UPDATE, 4:09PM, CST: a Community Note added to Musk’s announcement says Musk “cannot” eliminate the block feature, as it is a mandatory condition of social networks being allowed on both Apple and Google’s app stores. Musk has not yet said whether this news changes his plans.
(LifeSiteNews) – The social network formerly known as Twitter has instituted multiple changes long championed by conservatives since being taken over by iconoclastic tech mogul Elon Musk, but a newly announced decision has received an overwhelmingly hostile reception: eliminating users’ ability to block certain accounts from replying.
Musk announced Friday that Twitter, recently rebranded as X, will be removing the “block” feature for public interactions with other accounts, claiming it “makes no sense,” while continuing to allow users to block unwanted people from sending private Direct Messages (DMs):
It makes no sense
— Elon Musk (@elonmusk) August 18, 2023
The news met a swift backlash, as blocking has conventionally been social media users’ most effective tool to stop strangers from bombarding their posts with all manner of unwanted content. Musk suggested blocking DMs and muting unwanted replies, which stops the muter from seeing them but allows them to continue replying as much as they want, with whatever they post visible to the muter’s followers.
Mute
— Elon Musk (@elonmusk) August 18, 2023
You will still be able to mute accounts and block users for DMs
— Elon Musk (@elonmusk) August 18, 2023
Many who saw the news argued that while the change will likely be a boon to advertisers, the effects are overwhelmingly likely to be negative for everyone else, who rely on blocking to keep their online experience free from rude behavior, bot accounts, threats, fringe material, obscene content, stalking, and harassment.
In theory, content moderation is supposed to remove content that violates the site’s rules. But with hundreds of millions of users, it is not possible for staffers or algorithms to catch everything that might warrant removal in a timely manner (or necessarily at all), and without blocking users cannot control being subjected to content that is unwanted but technically not in violation.
Another benefit of blocking is it’s a clear signal to let someone know their behaviour has crossed a line.
When we talk to people about why they don’t use X, harassment/trolls are one of the biggest reasons. Making the tools we have less effective is not a good direction IMO.
— X News Daily (@xDaily) August 18, 2023
I don’t want to live in yours. I don’t think I should have to see death threats, rape threats, name calling, incessant lies etc… in my timeline and my readers shouldn’t be forced to read through them and idiotic porn-bots. Helps keep the discussions honest and productive.
— Chris Loesch 𝕏 (@ChrisLoesch) August 18, 2023
Muting doesn’t stop people from commenting so others on your thread can see it. I don’t want pornographers spamming my comments, for example, even if I cant see them. https://t.co/LJzfmLI3UB
— Matt Walsh (@MattWalshBlog) August 18, 2023
As you can remember by reading my timeline , my psycho stalker created more than 70 accts to stalk me , @ScotsFyre and @PolitiBunny . Blocking doesn’t work because they will find a way. My pinned tweet is where I added
Every acct she created . They can still say what they want…— Diane B (@dmb1031) August 18, 2023
I have 1700 followers and I’ve blocked over a hundred crypto scam bots. I can’t imagine how bad larger accounts are- much less the super big 1Mil+ accounts are.
— Jesse James (@skydiveicarus) August 18, 2023
Don’t agree it’s good for creators, many would just end up turning off replies completely and treating this site like an RSS feed, I know I would
— Me, Safety Guru?? 😬 (Plan C) (@MINT_Crypto) August 18, 2023
Well, they kinda know which tweets are ads, so it seems it would be easier to just not allow blocks on ads. They have other ways of dealing with that.
— Jonathan Schafer (@jschaf01) August 18, 2023
Musk purchased Twitter in October 2022 and set to work making it more open and politically neutral. To that end, he has instituted a number of reforms to the platform and other actions that have overjoyed conservatives, such as replacing fact-checkers with a far more accurate, user-driven Community Notes feature, releasing troves of information about the previous management’s censorship activities, reversing the old Twitter’s classification of “deadnaming” as bannable “hate speech,” and reinstating numerous high-profile accounts banned by the old regime.
However, there have also been some setbacks and causes for concern as to how thoroughly the platform will change, such as Musk hiring former World Economic Forum executive chair Linda Yaccarino to take over day-to-day business operations as CEO and giving lip service to the notion that “outrageous” content should be subject to reduced “freedom of reach.”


Goal of the exercise:
Apart from the pictures, reproduce the data below exactly as it stands.

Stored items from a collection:
^^^^
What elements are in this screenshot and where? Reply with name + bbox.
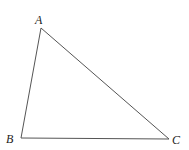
triangle-abc <box>21 28 169 139</box>
vertex-label-a: A <box>34 13 43 27</box>
vertex-label-b: B <box>6 132 14 146</box>
triangle-diagram: A B C <box>0 0 189 150</box>
vertex-label-c: C <box>172 133 181 147</box>
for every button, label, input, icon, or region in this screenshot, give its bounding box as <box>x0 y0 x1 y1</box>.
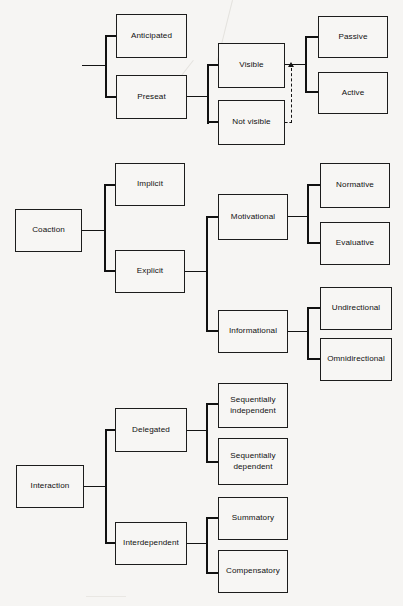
^^^^
Solution for this exercise:
What elements are in this screenshot and where? Reply with name + bbox.
triangle-abc <box>21 28 169 139</box>
vertex-label-a: A <box>34 13 43 27</box>
vertex-label-b: B <box>6 132 14 146</box>
triangle-diagram: A B C <box>0 0 189 150</box>
vertex-label-c: C <box>172 133 181 147</box>
for every button, label, input, icon, or region in this screenshot, give its bounding box as <box>x0 y0 x1 y1</box>.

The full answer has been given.